Poem for Palestine
Gaza may have slipped down the corporate newsfeed, but the horrors of the Israeli onslaught continue unabated.
WHAT THE NIGHT TELLS ME
Even in sleeplessness to feel the comfort
Of a good bed; of a roof over my head;
Of bedside reading, or whatever.
Some kind of acceptance
Of the wearisome accounting
Of the bleary hours,
Changed aspect of the clock face
Witnessing time laid waste.
Night extends beyond me in silence
Over the island. Over the still sea envisioned,
Moon-glimmered Mediterranean.
Moving across it, come to its eastern reaches,
I would soon find myself at a stretch of shore
Where night can never settle,
Never can draw dark comfort
Over a tortured strip of earth
Perimetred and pulverised.
The sonic booms of airborne predators
Startle a population never more
Than half-asleep, the night sky lacerated,
Lurid streaks, earth quaking,
Shaken by missile strike.
Whose will they be tonight, those puffs of smoke
That bloom from out of the grey terrain
Beneath the cross-hairs,
Abstract when viewed from above,
The latest neighbourhoods reduced to rubble,
Refugee camps terrorised?
Birds bewildered in panic bang against
What windowpanes are left,
Amidst the ruins children, these last months
Having aged them years, no succour given,
Parents themselves entrapped
In the interminable nightmare
Yielding at first light only to bad-dream day.
Early pallor must be already close
That will roll its bloodshot eye
Upon the works of darkness there;
Here meanwhile birds in the eaves
Not far from my pillowed head
Sleep on securely, hours away as yet
From when their chirping will get going,
Unconcernedly as ever.
Nothing till then but this insomnia
Remains to me, my only offering
To the roof of stars, blank ceiling stared at,
Space upheld by my bedroom;
In this immensity of helplessness
Keen to the silence: listening to cries unheard.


| What the task asks |
Please retype the data in full and exactly; the pictures are not part of the copy.

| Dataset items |
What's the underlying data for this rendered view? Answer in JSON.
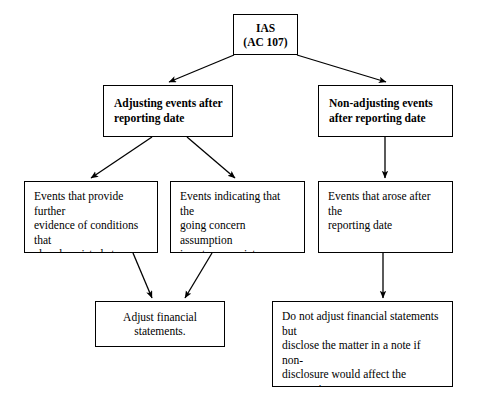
{
  "diagram": {
    "type": "flowchart",
    "background_color": "#ffffff",
    "line_color": "#000000",
    "box_fill": "#ffffff",
    "nodes": {
      "root": {
        "text": "IAS\n(AC 107)"
      },
      "adjusting": {
        "text": "Adjusting events after\nreporting date"
      },
      "non_adjusting": {
        "text": "Non-adjusting events\nafter reporting date"
      },
      "evidence": {
        "text": "Events that provide further\nevidence of conditions that\nalready existed at reporting\ndate"
      },
      "going_concern": {
        "text": "Events indicating that the\ngoing concern assumption\nis not appropriate"
      },
      "arose_after": {
        "text": "Events that arose after the\nreporting date"
      },
      "adjust_fs": {
        "text": "Adjust financial statements."
      },
      "disclose": {
        "text": "Do not adjust financial statements but\ndisclose the matter in a note if non-\ndisclosure would affect the economic\ndecisions of the users of the financial\nstatements."
      }
    },
    "edges": [
      {
        "from": "root",
        "to": "adjusting",
        "style": "diagonal-arrow"
      },
      {
        "from": "root",
        "to": "non_adjusting",
        "style": "diagonal-arrow"
      },
      {
        "from": "adjusting",
        "to": "evidence",
        "style": "diagonal-arrow"
      },
      {
        "from": "adjusting",
        "to": "going_concern",
        "style": "diagonal-arrow"
      },
      {
        "from": "non_adjusting",
        "to": "arose_after",
        "style": "vertical-arrow"
      },
      {
        "from": "evidence",
        "to": "adjust_fs",
        "style": "diagonal-arrow"
      },
      {
        "from": "going_concern",
        "to": "adjust_fs",
        "style": "diagonal-arrow"
      },
      {
        "from": "arose_after",
        "to": "disclose",
        "style": "vertical-arrow"
      }
    ]
  }
}
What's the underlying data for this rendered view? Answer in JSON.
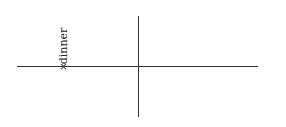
{
  "diagram": {
    "type": "axes-with-labeled-point",
    "axes": {
      "horizontal": {
        "x1": 17,
        "x2": 258,
        "y": 66
      },
      "vertical": {
        "x": 138,
        "y1": 16,
        "y2": 117
      }
    },
    "points": [
      {
        "marker": "×",
        "label": "dinner",
        "label_orientation": "vertical"
      }
    ]
  }
}
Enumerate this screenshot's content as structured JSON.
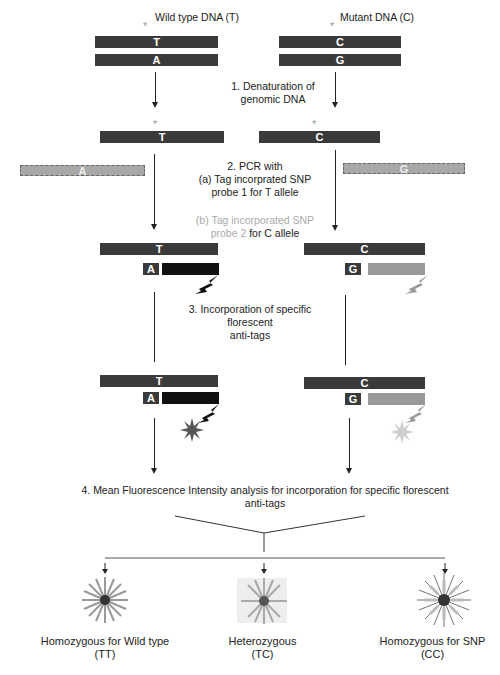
{
  "headers": {
    "wild_type": "Wild type DNA (T)",
    "mutant": "Mutant DNA (C)"
  },
  "bases": {
    "T": "T",
    "A": "A",
    "C": "C",
    "G": "G",
    "star": "*"
  },
  "steps": {
    "step1": [
      "1. Denaturation of",
      "genomic DNA"
    ],
    "step2": [
      "2. PCR with",
      "(a) Tag incorprated SNP",
      "probe 1 for T allele"
    ],
    "step2b": {
      "line1": "(b) Tag incorporated SNP",
      "line2_gray": "probe 2",
      "line2_dark": " for C allele"
    },
    "step3": [
      "3. Incorporation of specific",
      "florescent",
      "anti-tags"
    ],
    "step4": [
      "4. Mean Fluorescence Intensity analysis for incorporation for specific florescent",
      "anti-tags"
    ]
  },
  "results": [
    {
      "label": "Homozygous for Wild type",
      "code": "(TT)"
    },
    {
      "label": "Heterozygous",
      "code": "(TC)"
    },
    {
      "label": "Homozygous for SNP",
      "code": "(CC)"
    }
  ],
  "colors": {
    "strand": "#3a3a3a",
    "probe": "#a8a8a8",
    "tag_dark": "#111111",
    "tag_light": "#999999",
    "star_dark": "#555555",
    "star_light": "#cfcfcf"
  }
}
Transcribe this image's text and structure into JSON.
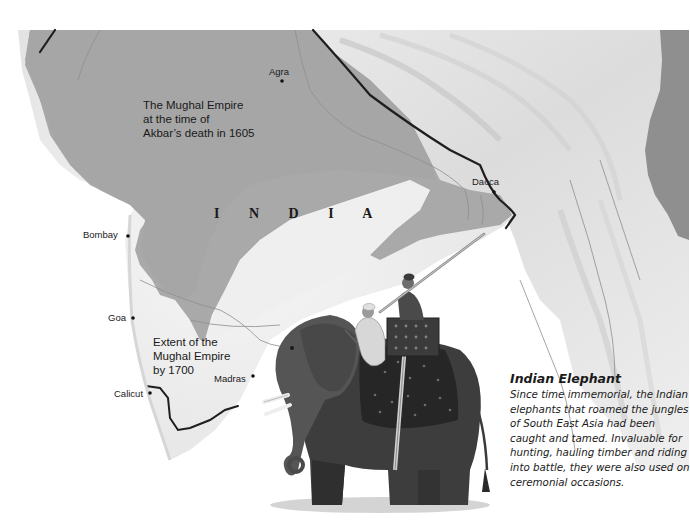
{
  "map": {
    "colors": {
      "background": "#ffffff",
      "empire_1605": "#a8a8a8",
      "empire_1700": "#ececec",
      "terrain_light": "#e4e4e4",
      "terrain_dark": "#8c8c8c",
      "border_line": "#1f1f1f",
      "river_line": "#8a8a8a"
    },
    "country_label": "I N D I A",
    "region_labels": {
      "empire_1605": "The Mughal Empire\nat the time of\nAkbar’s death in 1605",
      "empire_1700": "Extent of the\nMughal Empire\nby 1700"
    },
    "cities": [
      {
        "name": "Agra",
        "label_x": 269,
        "label_y": 66,
        "dot_x": 282,
        "dot_y": 81
      },
      {
        "name": "Dacca",
        "label_x": 472,
        "label_y": 176,
        "dot_x": 494,
        "dot_y": 193
      },
      {
        "name": "Bombay",
        "label_x": 85,
        "label_y": 229,
        "dot_x": 128,
        "dot_y": 236
      },
      {
        "name": "Goa",
        "label_x": 108,
        "label_y": 312,
        "dot_x": 133,
        "dot_y": 318
      },
      {
        "name": "Madras",
        "label_x": 214,
        "label_y": 374,
        "dot_x": 253,
        "dot_y": 376
      },
      {
        "name": "Calicut",
        "label_x": 114,
        "label_y": 388,
        "dot_x": 150,
        "dot_y": 394
      }
    ]
  },
  "caption": {
    "title": "Indian Elephant",
    "body": "Since time immemorial, the Indian elephants that roamed the jungles of South East Asia had been caught and tamed. Invaluable for hunting, hauling timber and riding into battle, they were also used on ceremonial occasions."
  },
  "illustration": {
    "subject": "elephant-with-riders"
  }
}
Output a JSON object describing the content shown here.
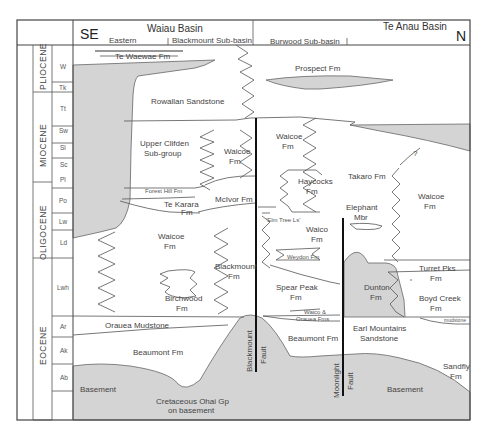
{
  "header": {
    "left_direction": "SE",
    "right_direction": "N",
    "basin_left": "Waiau Basin",
    "basin_right": "Te Anau Basin",
    "subbasins": [
      "Eastern",
      "Blackmount Sub-basin",
      "Burwood Sub-basin"
    ]
  },
  "epochs": [
    {
      "label": "PLIOCENE"
    },
    {
      "label": "MIOCENE"
    },
    {
      "label": "OLIGOCENE"
    },
    {
      "label": "EOCENE"
    }
  ],
  "stages": [
    "W",
    "Tk",
    "Tt",
    "Sw",
    "Sl",
    "Sc",
    "Pl",
    "Po",
    "Lw",
    "Ld",
    "Lwh",
    "Ar",
    "Ak",
    "Ab"
  ],
  "formations": {
    "te_waewae": "Te Waewae Fm",
    "prospect": "Prospect Fm",
    "rowallan": "Rowallan Sandstone",
    "upper_clifden_1": "Upper Clifden",
    "upper_clifden_2": "Sub-group",
    "waicoe_1": "Waicoe",
    "fm": "Fm",
    "forest_hill": "Forest Hill Fm",
    "te_karara_1": "Te Karara",
    "mcivor": "McIvor Fm",
    "haycocks": "Haycocks",
    "takaro": "Takaro Fm",
    "question": "?",
    "elephant_1": "Elephant",
    "elephant_2": "Mbr",
    "elm_tree": "'Elm Tree Ls'",
    "waico": "Waico",
    "weydon": "Weydon Fm",
    "blackmount": "Blackmount",
    "birchwood": "Birchwood",
    "spear_peak": "Spear Peak",
    "dunton": "Dunton",
    "turret_pks": "Turret Pks",
    "boyd_creek": "Boyd Creek",
    "mudstone": "mudstone",
    "waico_orauea_1": "Waico &",
    "waico_orauea_2": "Orauea Fms",
    "orauea": "Orauea Mudstone",
    "earl_1": "Earl Mountains",
    "earl_2": "Sandstone",
    "beaumont": "Beaumont Fm",
    "basement": "Basement",
    "ohai_1": "Cretaceous Ohai Gp",
    "ohai_2": "on basement",
    "sandfly": "Sandfly"
  },
  "faults": {
    "blackmount_1": "Blackmount",
    "blackmount_2": "Fault",
    "moonlight_1": "Moonlight",
    "moonlight_2": "Fault"
  },
  "colors": {
    "fill_grey": "#d4d4d4",
    "line": "#555555",
    "fault": "#111111"
  }
}
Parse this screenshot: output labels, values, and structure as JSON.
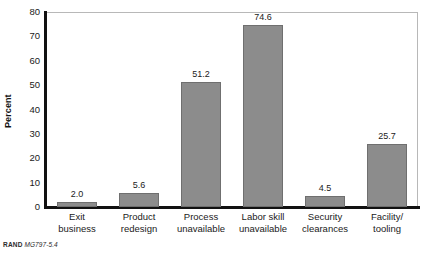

| Answer to this exercise |
What's the underlying data for this rendered view? Answer in JSON.
{
  "diagram": {
    "type": "flowchart",
    "background_color": "#ffffff",
    "line_color": "#000000",
    "box_fill": "#ffffff",
    "nodes": {
      "root": {
        "text": "IAS\n(AC 107)"
      },
      "adjusting": {
        "text": "Adjusting events after\nreporting date"
      },
      "non_adjusting": {
        "text": "Non-adjusting events\nafter reporting date"
      },
      "evidence": {
        "text": "Events that provide further\nevidence of conditions that\nalready existed at reporting\ndate"
      },
      "going_concern": {
        "text": "Events indicating that the\ngoing concern assumption\nis not appropriate"
      },
      "arose_after": {
        "text": "Events that arose after the\nreporting date"
      },
      "adjust_fs": {
        "text": "Adjust financial statements."
      },
      "disclose": {
        "text": "Do not adjust financial statements but\ndisclose the matter in a note if non-\ndisclosure would affect the economic\ndecisions of the users of the financial\nstatements."
      }
    },
    "edges": [
      {
        "from": "root",
        "to": "adjusting",
        "style": "diagonal-arrow"
      },
      {
        "from": "root",
        "to": "non_adjusting",
        "style": "diagonal-arrow"
      },
      {
        "from": "adjusting",
        "to": "evidence",
        "style": "diagonal-arrow"
      },
      {
        "from": "adjusting",
        "to": "going_concern",
        "style": "diagonal-arrow"
      },
      {
        "from": "non_adjusting",
        "to": "arose_after",
        "style": "vertical-arrow"
      },
      {
        "from": "evidence",
        "to": "adjust_fs",
        "style": "diagonal-arrow"
      },
      {
        "from": "going_concern",
        "to": "adjust_fs",
        "style": "diagonal-arrow"
      },
      {
        "from": "arose_after",
        "to": "disclose",
        "style": "vertical-arrow"
      }
    ]
  }
}
What's the underlying data for this rendered view? Answer in JSON.
{
  "diagram": {
    "type": "axes-with-labeled-point",
    "axes": {
      "horizontal": {
        "x1": 17,
        "x2": 258,
        "y": 66
      },
      "vertical": {
        "x": 138,
        "y1": 16,
        "y2": 117
      }
    },
    "points": [
      {
        "marker": "×",
        "label": "dinner",
        "label_orientation": "vertical"
      }
    ]
  }
}
Enumerate this screenshot's content as structured JSON.
{
  "headers": {
    "wild_type": "Wild type DNA (T)",
    "mutant": "Mutant DNA (C)"
  },
  "bases": {
    "T": "T",
    "A": "A",
    "C": "C",
    "G": "G",
    "star": "*"
  },
  "steps": {
    "step1": [
      "1. Denaturation of",
      "genomic DNA"
    ],
    "step2": [
      "2. PCR with",
      "(a) Tag incorprated SNP",
      "probe 1 for T allele"
    ],
    "step2b": {
      "line1": "(b) Tag incorporated SNP",
      "line2_gray": "probe 2",
      "line2_dark": " for C allele"
    },
    "step3": [
      "3. Incorporation of specific",
      "florescent",
      "anti-tags"
    ],
    "step4": [
      "4. Mean Fluorescence Intensity analysis for incorporation for specific florescent",
      "anti-tags"
    ]
  },
  "results": [
    {
      "label": "Homozygous for Wild type",
      "code": "(TT)"
    },
    {
      "label": "Heterozygous",
      "code": "(TC)"
    },
    {
      "label": "Homozygous for SNP",
      "code": "(CC)"
    }
  ],
  "colors": {
    "strand": "#3a3a3a",
    "probe": "#a8a8a8",
    "tag_dark": "#111111",
    "tag_light": "#999999",
    "star_dark": "#555555",
    "star_light": "#cfcfcf"
  }
}
Transcribe this image's text and structure into JSON.
{
  "map": {
    "colors": {
      "background": "#ffffff",
      "empire_1605": "#a8a8a8",
      "empire_1700": "#ececec",
      "terrain_light": "#e4e4e4",
      "terrain_dark": "#8c8c8c",
      "border_line": "#1f1f1f",
      "river_line": "#8a8a8a"
    },
    "country_label": "I N D I A",
    "region_labels": {
      "empire_1605": "The Mughal Empire\nat the time of\nAkbar’s death in 1605",
      "empire_1700": "Extent of the\nMughal Empire\nby 1700"
    },
    "cities": [
      {
        "name": "Agra",
        "label_x": 269,
        "label_y": 66,
        "dot_x": 282,
        "dot_y": 81
      },
      {
        "name": "Dacca",
        "label_x": 472,
        "label_y": 176,
        "dot_x": 494,
        "dot_y": 193
      },
      {
        "name": "Bombay",
        "label_x": 85,
        "label_y": 229,
        "dot_x": 128,
        "dot_y": 236
      },
      {
        "name": "Goa",
        "label_x": 108,
        "label_y": 312,
        "dot_x": 133,
        "dot_y": 318
      },
      {
        "name": "Madras",
        "label_x": 214,
        "label_y": 374,
        "dot_x": 253,
        "dot_y": 376
      },
      {
        "name": "Calicut",
        "label_x": 114,
        "label_y": 388,
        "dot_x": 150,
        "dot_y": 394
      }
    ]
  },
  "caption": {
    "title": "Indian Elephant",
    "body": "Since time immemorial, the Indian elephants that roamed the jungles of South East Asia had been caught and tamed. Invaluable for hunting, hauling timber and riding into battle, they were also used on ceremonial occasions."
  },
  "illustration": {
    "subject": "elephant-with-riders"
  }
}
Output a JSON object describing the content shown here.
{
  "header": {
    "left_direction": "SE",
    "right_direction": "N",
    "basin_left": "Waiau Basin",
    "basin_right": "Te Anau Basin",
    "subbasins": [
      "Eastern",
      "Blackmount Sub-basin",
      "Burwood Sub-basin"
    ]
  },
  "epochs": [
    {
      "label": "PLIOCENE"
    },
    {
      "label": "MIOCENE"
    },
    {
      "label": "OLIGOCENE"
    },
    {
      "label": "EOCENE"
    }
  ],
  "stages": [
    "W",
    "Tk",
    "Tt",
    "Sw",
    "Sl",
    "Sc",
    "Pl",
    "Po",
    "Lw",
    "Ld",
    "Lwh",
    "Ar",
    "Ak",
    "Ab"
  ],
  "formations": {
    "te_waewae": "Te Waewae Fm",
    "prospect": "Prospect Fm",
    "rowallan": "Rowallan Sandstone",
    "upper_clifden_1": "Upper Clifden",
    "upper_clifden_2": "Sub-group",
    "waicoe_1": "Waicoe",
    "fm": "Fm",
    "forest_hill": "Forest Hill Fm",
    "te_karara_1": "Te Karara",
    "mcivor": "McIvor Fm",
    "haycocks": "Haycocks",
    "takaro": "Takaro Fm",
    "question": "?",
    "elephant_1": "Elephant",
    "elephant_2": "Mbr",
    "elm_tree": "'Elm Tree Ls'",
    "waico": "Waico",
    "weydon": "Weydon Fm",
    "blackmount": "Blackmount",
    "birchwood": "Birchwood",
    "spear_peak": "Spear Peak",
    "dunton": "Dunton",
    "turret_pks": "Turret Pks",
    "boyd_creek": "Boyd Creek",
    "mudstone": "mudstone",
    "waico_orauea_1": "Waico &",
    "waico_orauea_2": "Orauea Fms",
    "orauea": "Orauea Mudstone",
    "earl_1": "Earl Mountains",
    "earl_2": "Sandstone",
    "beaumont": "Beaumont Fm",
    "basement": "Basement",
    "ohai_1": "Cretaceous Ohai Gp",
    "ohai_2": "on basement",
    "sandfly": "Sandfly"
  },
  "faults": {
    "blackmount_1": "Blackmount",
    "blackmount_2": "Fault",
    "moonlight_1": "Moonlight",
    "moonlight_2": "Fault"
  },
  "colors": {
    "fill_grey": "#d4d4d4",
    "line": "#555555",
    "fault": "#111111"
  }
}
Parse this screenshot: output labels, values, and structure as JSON.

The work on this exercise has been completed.